Pretty soon he heard a merry treble voice piping out: “Is ze gockter tum to oo house?” and Lawrence saw little Martha toddling toward him. Little Martha was Mistress Dandridge’s baby girl. The Dandridges lived a short way beyond the oak grove, and little Martha loved to visit Uncle Lawrence and Aunt Mary, as she called Lawrence and his wife.
“Yes, Martha,” said Lawrence, sadly, “the doctor’s come.”
“Ain’t oo glad ze gockter’s tum?” asked the child, anxiously, for she recognized the weary tone of Lawrence’s voice.
“Oh, yes,” he answered, quickly and with an effort at cheerfulness, “I ‘m glad he ‘s come. Ha, ha!”
“Is oo doing to have oo toof pulled?” she inquired, artlessly.
Lawrence shook his head.
“No, little one,” said he, in a melancholy voice, “I wish I was.”
Then Martha wanted to know whether the doctor had brought his saddlebags, and when Lawrence answered in the affirmative a summer of sunshine seemed to come into the child’s heart and burst out over her pretty face.

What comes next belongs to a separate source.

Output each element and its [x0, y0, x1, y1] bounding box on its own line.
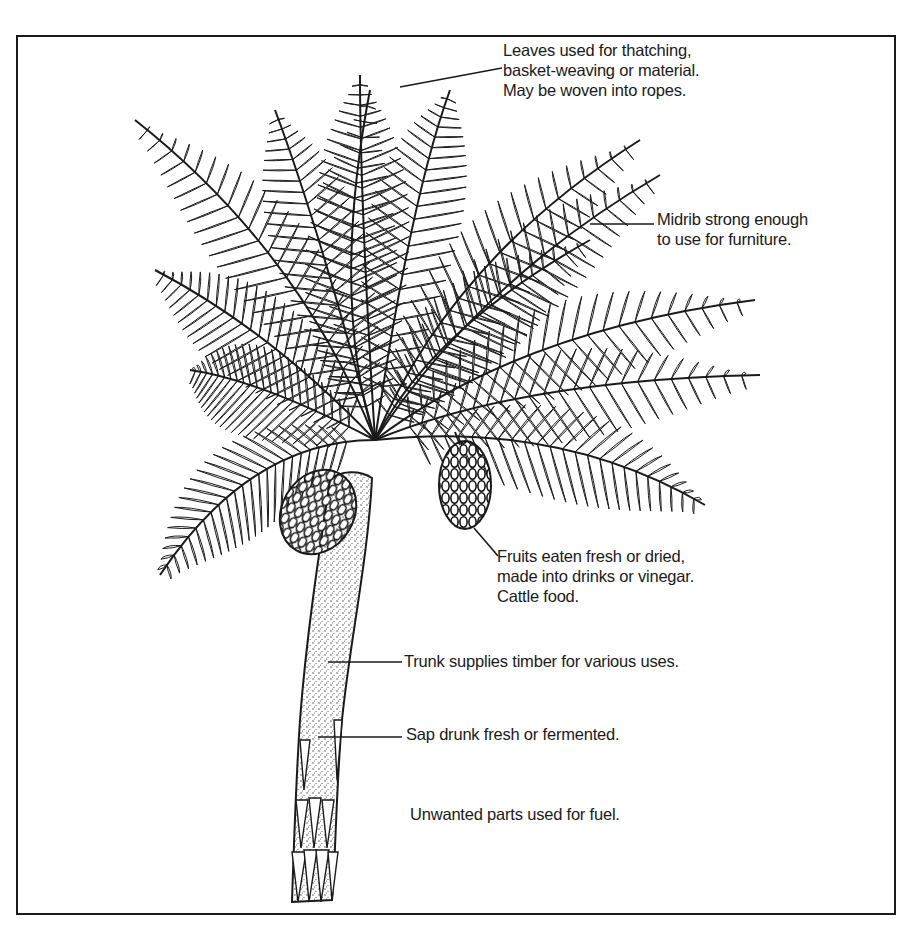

“Oh, I know!” she cried, as she clapped her fat little hands. “Ze gockter has bwought oo a itty baby!”
Now Martha’s innocence, naivete, and exuberance rather pleased Lawrence. In fact, Martha was the only human being in all the world who had treated Lawrence with any kind of consideration that February morning, and all at once Lawrence felt his heart warm and go out toward the prattling child.
“Come here, little Martha,” said he, kindly, “and let me hold you on my knee. Who told you about the–about the–the baby, eh?”
“Mamma says ze gockter allers brings itty babies in his sagglebags. Do oo want a itty baby, Uncle Lawrence?”
“Yes, Martha, I do,” said he, kissing her, “and I want a little girl just like you.”
Now Martha had guessed at the event, and her guess was eminently correct. Lawrence had told the truth, too; it was a little girl he wanted–not one that looked like Martha, perhaps–one that looked like his Mary would please him most. So the two talked together, and Lawrence found himself concocting the most preposterous perjuries touching the famous saddlebags and the babies, but it seemed to delight little Martha all the more as these perjuries became more and more preposterous.